The UK is unlikely to achieve herd immunity through a Covid-19 vaccination programme before the summer, a scientist advising the Government has said.

Calum Semple, professor of outbreak medicine at the University of Liverpool and a member of the Scientific Advisory Group for Emergencies (Sage), described the Oxford/AstraZeneca vaccine as a “game changer” if it is approved by the Medicines and Healthcare products Regulatory Agency (MHRA) in the coming days.

But he warned: “To get the wider community herd immunity from vaccination rather than through natural infection will take probably 70 per cent to 80 per cent of the population to be vaccinated, and that, I’m afraid, is going to take us right into the summer I expect.”

It comes as hospitals in the South of England face a rise in pressure as the number of coronavirus patients receiving treatment heads towards the April peak.

Dr Katherine Henderson, the president of the Royal College of Emergency Medicine, described her experience of working in a hospital on Christmas Day as one of “wall to wall Covid”.

She added: “We see patients who are coming in who have Covid symptoms and then we have other people coming in with other symptoms who turn out to be Covid positive.

“Between that, there’s a great deal of difficulty getting those patients through into the wards.

“The chances are that we will cope but we cope at a cost – the cost is not doing what we had hoped, which is being able to keep non-Covid activities going.

“So we will stretch staff, the problem is at the moment we have a lot of staff sickness.”

Professor Jackie Taylor, president of the Royal College of Physicians and Surgeons of Glasgow, told the programme London and the South East are now experiencing what Scotland went through in the autumn.

“We are still seeing significant amounts of patients with Covid and large amounts of standard respiratory infections and other emergency that we see at this time of year that mount up to a standard winter pressure,” she said.

The Government said a further 316 people had died within 28 days of testing positive for Covid-19 as of Sunday, bringing the UK total to 70,752, with a further 30,501 lab-confirmed cases of coronavirus.

But the figures for deaths and cases are likely to be higher as Scotland is not releasing death data between December 24 and 28, and Northern Ireland is not providing either case or death data over the same period.

According to the Government’s Covid dashboard, there were 21,286 people in hospital with coronavirus across the UK on December 22, which is the last day for which data is available.

This is slightly less than the 21,683 patients recorded on April 12.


To do | Quote every line of the data below as it stands, omitting pictures.

======

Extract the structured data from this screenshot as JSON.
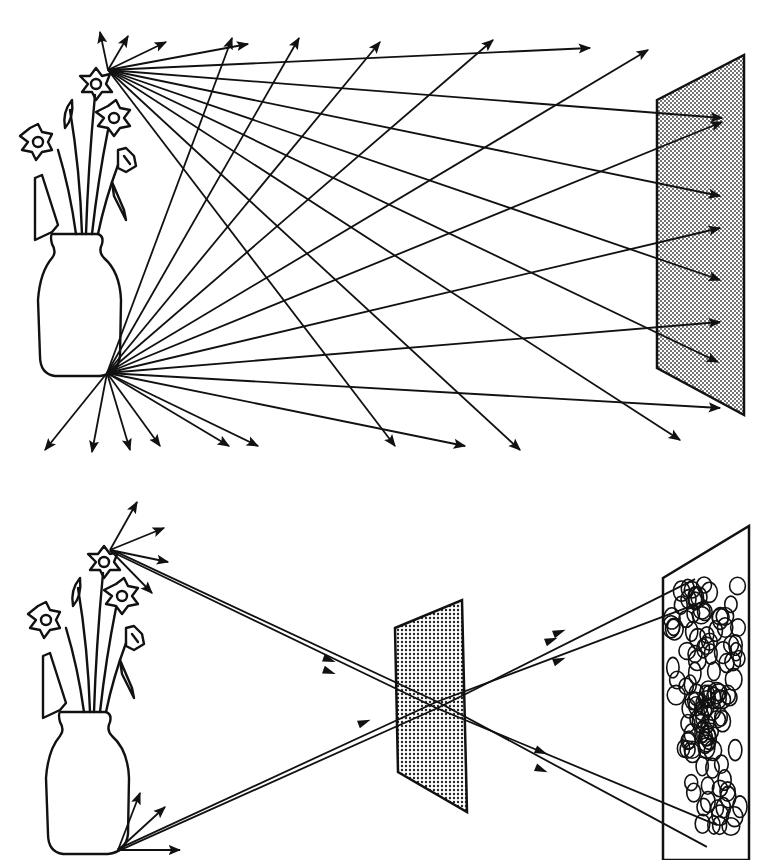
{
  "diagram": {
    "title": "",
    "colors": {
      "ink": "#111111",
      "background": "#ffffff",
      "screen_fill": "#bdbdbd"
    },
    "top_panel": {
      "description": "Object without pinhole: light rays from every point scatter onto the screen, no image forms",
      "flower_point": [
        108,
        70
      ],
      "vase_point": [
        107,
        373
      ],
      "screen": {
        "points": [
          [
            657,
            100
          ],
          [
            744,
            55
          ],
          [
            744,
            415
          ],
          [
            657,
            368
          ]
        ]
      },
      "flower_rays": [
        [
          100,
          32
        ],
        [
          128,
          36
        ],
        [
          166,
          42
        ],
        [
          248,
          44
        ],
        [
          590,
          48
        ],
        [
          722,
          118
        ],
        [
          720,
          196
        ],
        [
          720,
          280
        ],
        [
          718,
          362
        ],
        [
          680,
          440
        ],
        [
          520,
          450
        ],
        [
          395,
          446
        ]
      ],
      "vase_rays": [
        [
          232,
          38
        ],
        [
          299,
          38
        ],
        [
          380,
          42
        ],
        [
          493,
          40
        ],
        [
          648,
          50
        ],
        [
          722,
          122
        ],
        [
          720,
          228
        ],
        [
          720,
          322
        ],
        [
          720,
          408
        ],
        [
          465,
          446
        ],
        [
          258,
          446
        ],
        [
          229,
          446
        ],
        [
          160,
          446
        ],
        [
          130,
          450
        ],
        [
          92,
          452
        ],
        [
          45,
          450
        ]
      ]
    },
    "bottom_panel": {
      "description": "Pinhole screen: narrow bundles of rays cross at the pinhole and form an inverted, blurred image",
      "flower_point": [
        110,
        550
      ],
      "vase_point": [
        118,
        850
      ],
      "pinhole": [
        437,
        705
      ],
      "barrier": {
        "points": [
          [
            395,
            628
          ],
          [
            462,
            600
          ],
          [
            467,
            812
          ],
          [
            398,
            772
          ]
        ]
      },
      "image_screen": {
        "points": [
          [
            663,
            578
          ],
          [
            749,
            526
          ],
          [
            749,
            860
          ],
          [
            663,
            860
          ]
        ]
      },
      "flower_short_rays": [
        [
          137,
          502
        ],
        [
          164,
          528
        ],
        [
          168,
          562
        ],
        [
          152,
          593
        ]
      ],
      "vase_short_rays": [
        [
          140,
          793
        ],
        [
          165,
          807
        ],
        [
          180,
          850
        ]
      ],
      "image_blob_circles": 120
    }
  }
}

======

Output of the exercise |
Extract the structured data from this screenshot as JSON.
{
  "diagram": {
    "title": "",
    "colors": {
      "ink": "#111111",
      "background": "#ffffff",
      "screen_fill": "#bdbdbd"
    },
    "top_panel": {
      "description": "Object without pinhole: light rays from every point scatter onto the screen, no image forms",
      "flower_point": [
        108,
        70
      ],
      "vase_point": [
        107,
        373
      ],
      "screen": {
        "points": [
          [
            657,
            100
          ],
          [
            744,
            55
          ],
          [
            744,
            415
          ],
          [
            657,
            368
          ]
        ]
      },
      "flower_rays": [
        [
          100,
          32
        ],
        [
          128,
          36
        ],
        [
          166,
          42
        ],
        [
          248,
          44
        ],
        [
          590,
          48
        ],
        [
          722,
          118
        ],
        [
          720,
          196
        ],
        [
          720,
          280
        ],
        [
          718,
          362
        ],
        [
          680,
          440
        ],
        [
          520,
          450
        ],
        [
          395,
          446
        ]
      ],
      "vase_rays": [
        [
          232,
          38
        ],
        [
          299,
          38
        ],
        [
          380,
          42
        ],
        [
          493,
          40
        ],
        [
          648,
          50
        ],
        [
          722,
          122
        ],
        [
          720,
          228
        ],
        [
          720,
          322
        ],
        [
          720,
          408
        ],
        [
          465,
          446
        ],
        [
          258,
          446
        ],
        [
          229,
          446
        ],
        [
          160,
          446
        ],
        [
          130,
          450
        ],
        [
          92,
          452
        ],
        [
          45,
          450
        ]
      ]
    },
    "bottom_panel": {
      "description": "Pinhole screen: narrow bundles of rays cross at the pinhole and form an inverted, blurred image",
      "flower_point": [
        110,
        550
      ],
      "vase_point": [
        118,
        850
      ],
      "pinhole": [
        437,
        705
      ],
      "barrier": {
        "points": [
          [
            395,
            628
          ],
          [
            462,
            600
          ],
          [
            467,
            812
          ],
          [
            398,
            772
          ]
        ]
      },
      "image_screen": {
        "points": [
          [
            663,
            578
          ],
          [
            749,
            526
          ],
          [
            749,
            860
          ],
          [
            663,
            860
          ]
        ]
      },
      "flower_short_rays": [
        [
          137,
          502
        ],
        [
          164,
          528
        ],
        [
          168,
          562
        ],
        [
          152,
          593
        ]
      ],
      "vase_short_rays": [
        [
          140,
          793
        ],
        [
          165,
          807
        ],
        [
          180,
          850
        ]
      ],
      "image_blob_circles": 120
    }
  }
}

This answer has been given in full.